Prior to COVID-19, during the early part of February 2020, the studio had the amazing opportunity to take part in a study-abroad to Lisbon, Portugal. In Lisbon, American Ambassador George Glass welcomed our class on the American Embassy grounds and provided a history of his diplomatic work in Portugal. At project sites, we conducted interviews, photographed and videotaped properties, and measured and developed two-and three-dimensional representations of exterior courtyards/terraces and interior public spaces.

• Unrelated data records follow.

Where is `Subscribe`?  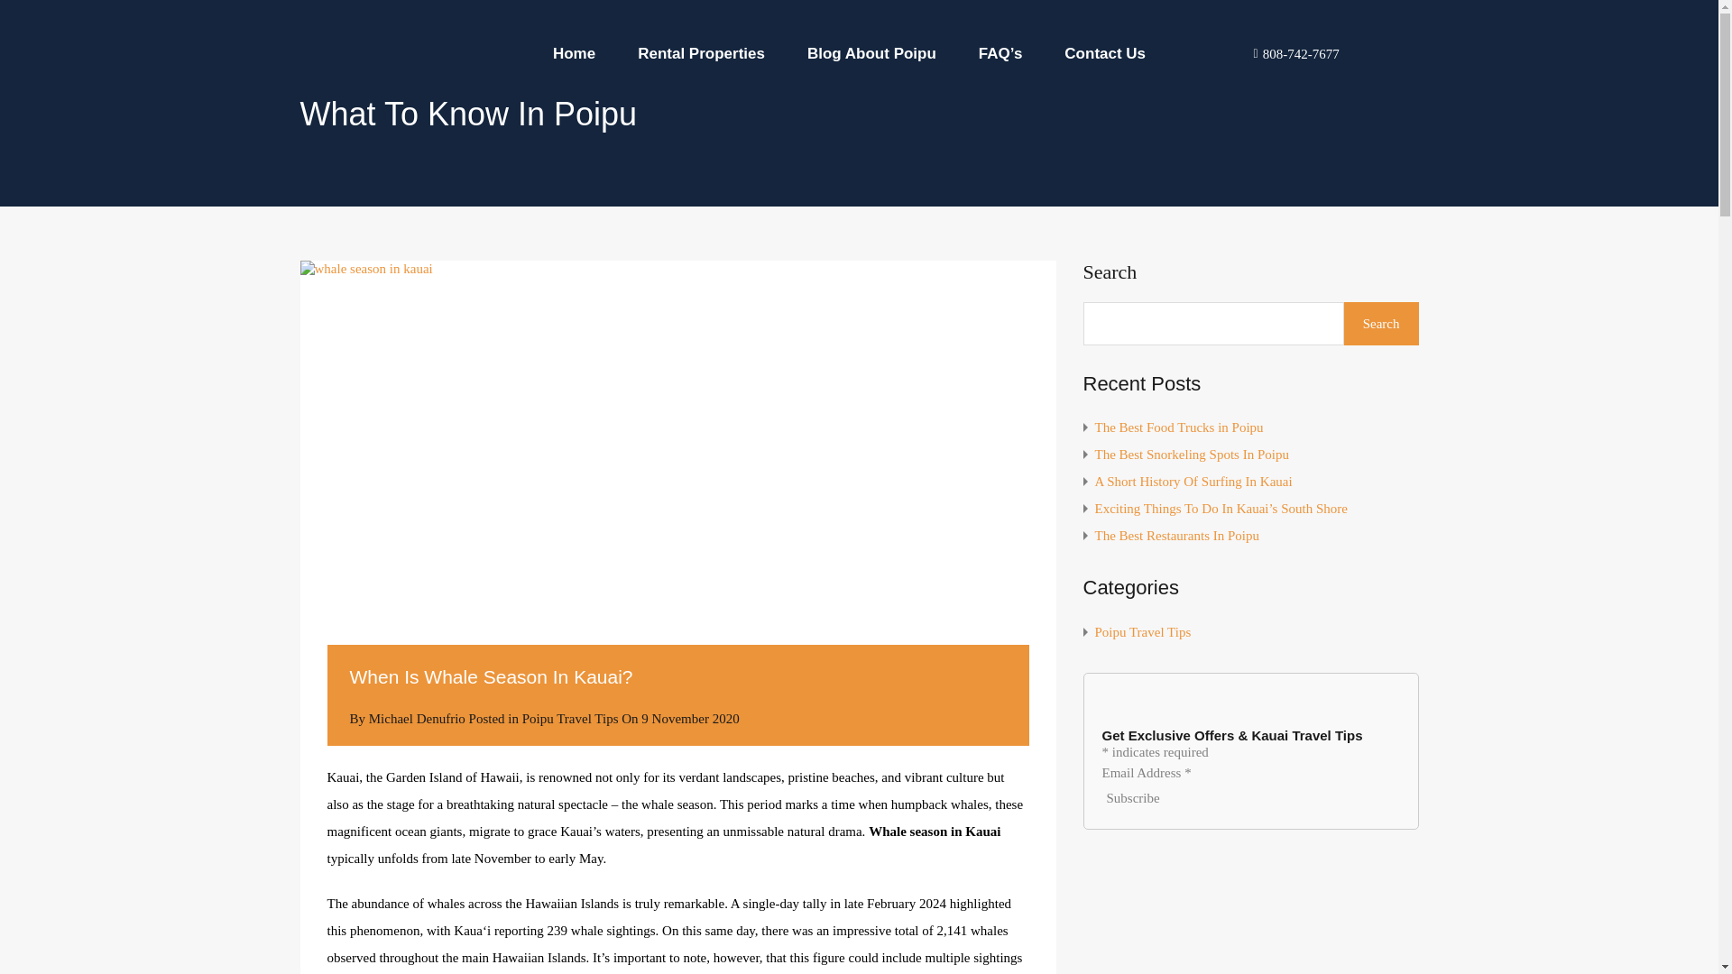
Subscribe is located at coordinates (1133, 798).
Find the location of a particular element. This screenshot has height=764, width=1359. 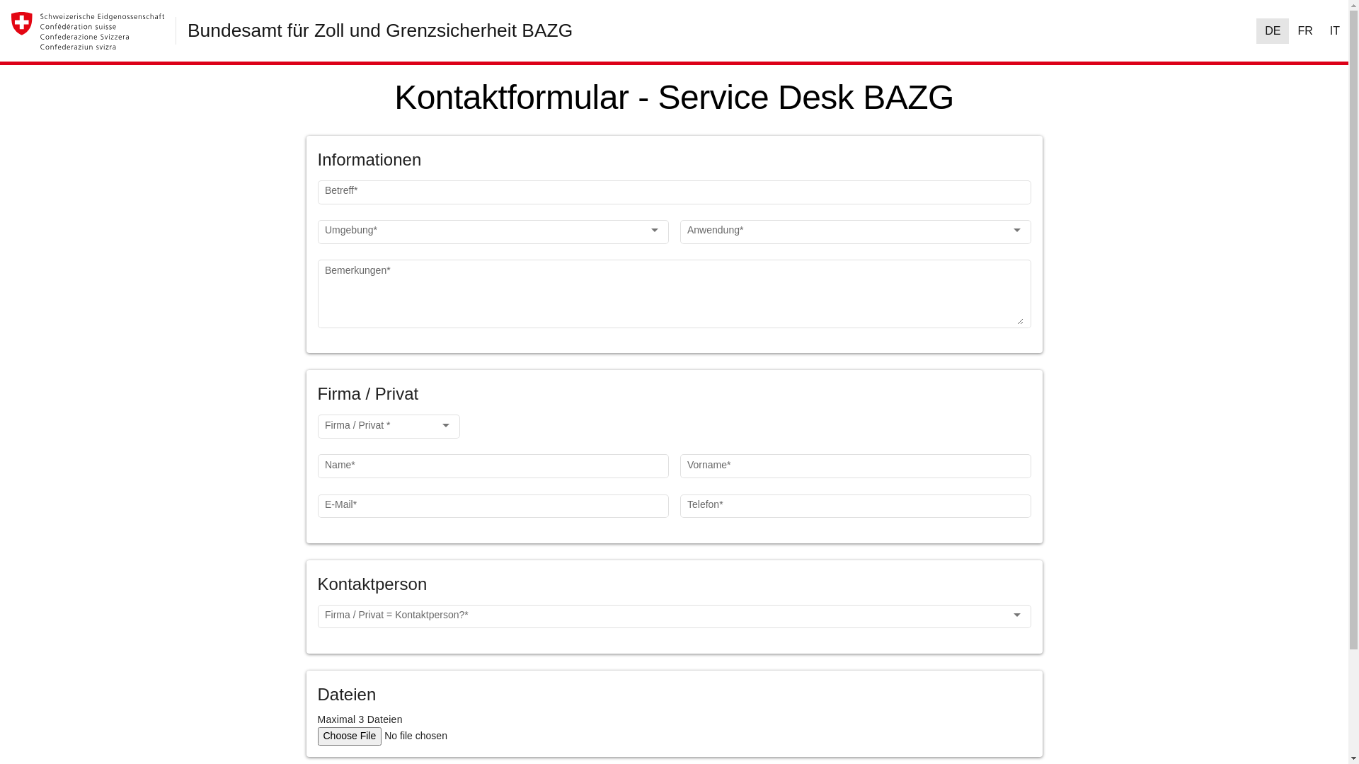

Casa Carlucci, the official Residence of the U.S. Ambassador to Portugal, is a stately mansion built in 1878 in Lapa, a prestigious district in downtown Lisbon. The building’s architecture followed the neoclassical style that prevailed throughout Europe in the last quarter of the nineteenth century. The structure’s neoclassical features are evident in its imposing facade: the symmetrical design centered on the main entrance, the Doric capitals on the ground level pilasters, the Ionic capitals on the pilasters of the upper two levels, the cyma-recta cornices that separate each story, and the various classical window moldings and motifs. Inside, the main staircase rises to two galleries that lead to the reception rooms on the piano nobile or main floor that have richly embellished ceilings and walls with pilaster moldings dating from the time of construction. Not only did Frank Carlucci live in the current Ambassador’s Residence, the house itself was the site of key meetings with Mario Soares—the Portuguese Socialist Foreign Minister—who helped to define Portugal’s democratic future, and set the stage for the friendship both countries continue to enjoy today. The American Secretary of State listed the U.S. Ambassador’s Residence in Lisbon on the Register of Culturally Significant Properties Abroad in September 2019.